Thence, up the sea-green floor, among the stems
Of mighty columns whose unmeasured shades
From aisle to aisle, unheeded in the sun,
Moved without sound, I, following all alone
A strange desire that drew me like a hand,
Came unawares upon the Queen.
                                                                 She sat
In a great silence, which her beauty filled
Full to the heart of it, on a black chair
Mailed all about with sullen gems, and crusts
Of sultry blazonry. Her face was bowed,
A pause of slumbrous beauty, o'er the light
Of some delicious thought new-risen above
The deeps of passion. Round her stately head
A single circlet of the red gold fine
Burned free, from which, on either side streamed down
Twilights of her soft hair, from neck to foot.
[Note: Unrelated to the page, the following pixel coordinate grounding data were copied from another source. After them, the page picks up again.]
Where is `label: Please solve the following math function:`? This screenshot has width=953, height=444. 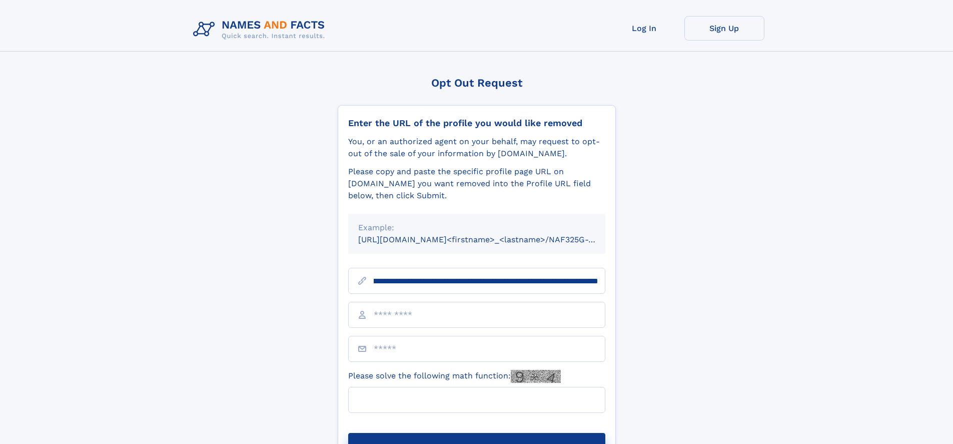 label: Please solve the following math function: is located at coordinates (454, 376).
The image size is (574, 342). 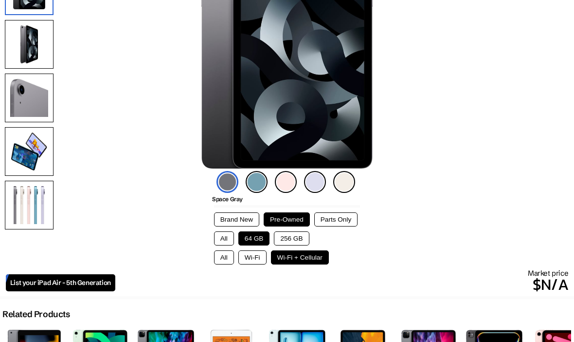 What do you see at coordinates (227, 182) in the screenshot?
I see `img: space-gray-icon` at bounding box center [227, 182].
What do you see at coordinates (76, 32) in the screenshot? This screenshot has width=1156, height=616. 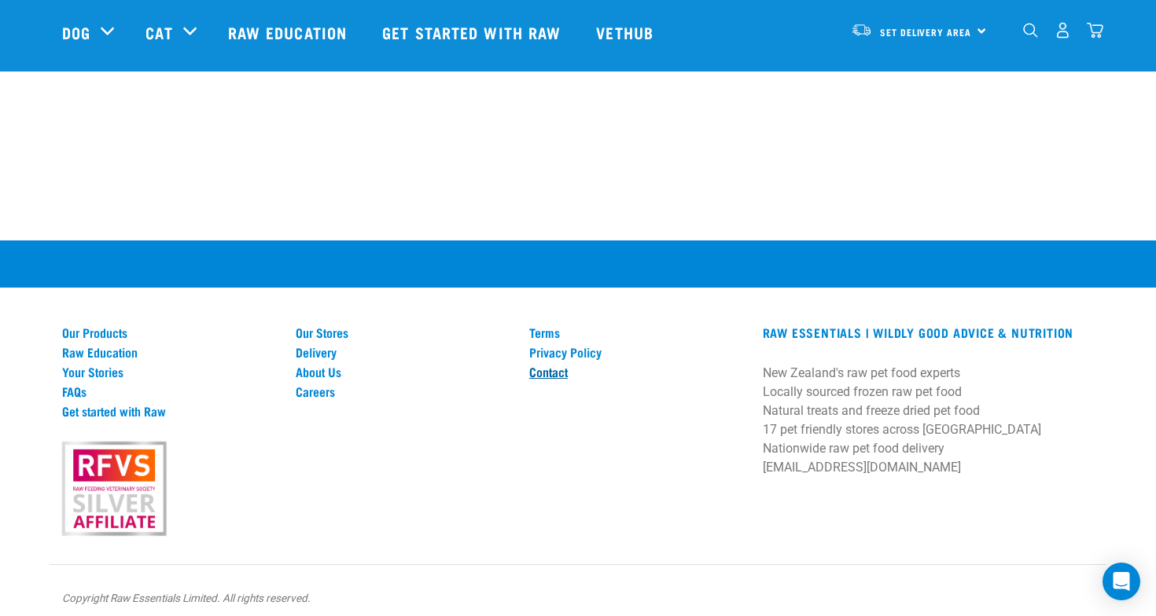 I see `a: Dog` at bounding box center [76, 32].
Green was her kirtle as the emerolde is,
And stiff from hem to hem with seams of stones
Beyond all value; which, from left to right
Disparting, half revealed the snowy gleam
Of a white robe of spotless samite pure.
And from the soft repression of her zone,
Which like a light hand on a lutestring pressed
Harmony from its touch, flowed warmly back
The bounteous outlines of a glowing grace,
Nor yet outflowed sweet laws of loveliness.

Then did I feel as one who, much perplext,
Led by strange legends and the light of stars
Over long regions of the midnight sand
Beyond the red tract of the Pyramids,
Is suddenly drawn to look upon the sky
From sense of unfamiliar light, and sees,
Revealed against the constellated cope
The great cross of the South.
                                                            The chamber round
Was dropt with arras green; and I could hear,
In courts far off, a minstrel praising May,
Who sang . . . Si douce, si douce est la Margarete!
To a faint lute. Upon the window-sill,
Hard by a latoun bowl that blazed i' the sun
Perched a strange fowl, a Falcon Peregrine;
With all his feathers puft for pride, and all
His courage glittering outward in his eye;
For he had flown from far, athwart strange lands,
And o'er the light of many a setting sun,
Lured by his love (such sovereignty of old
Had Beauty in all coasts of Christendom!)
To look into the great eyes of the Queen.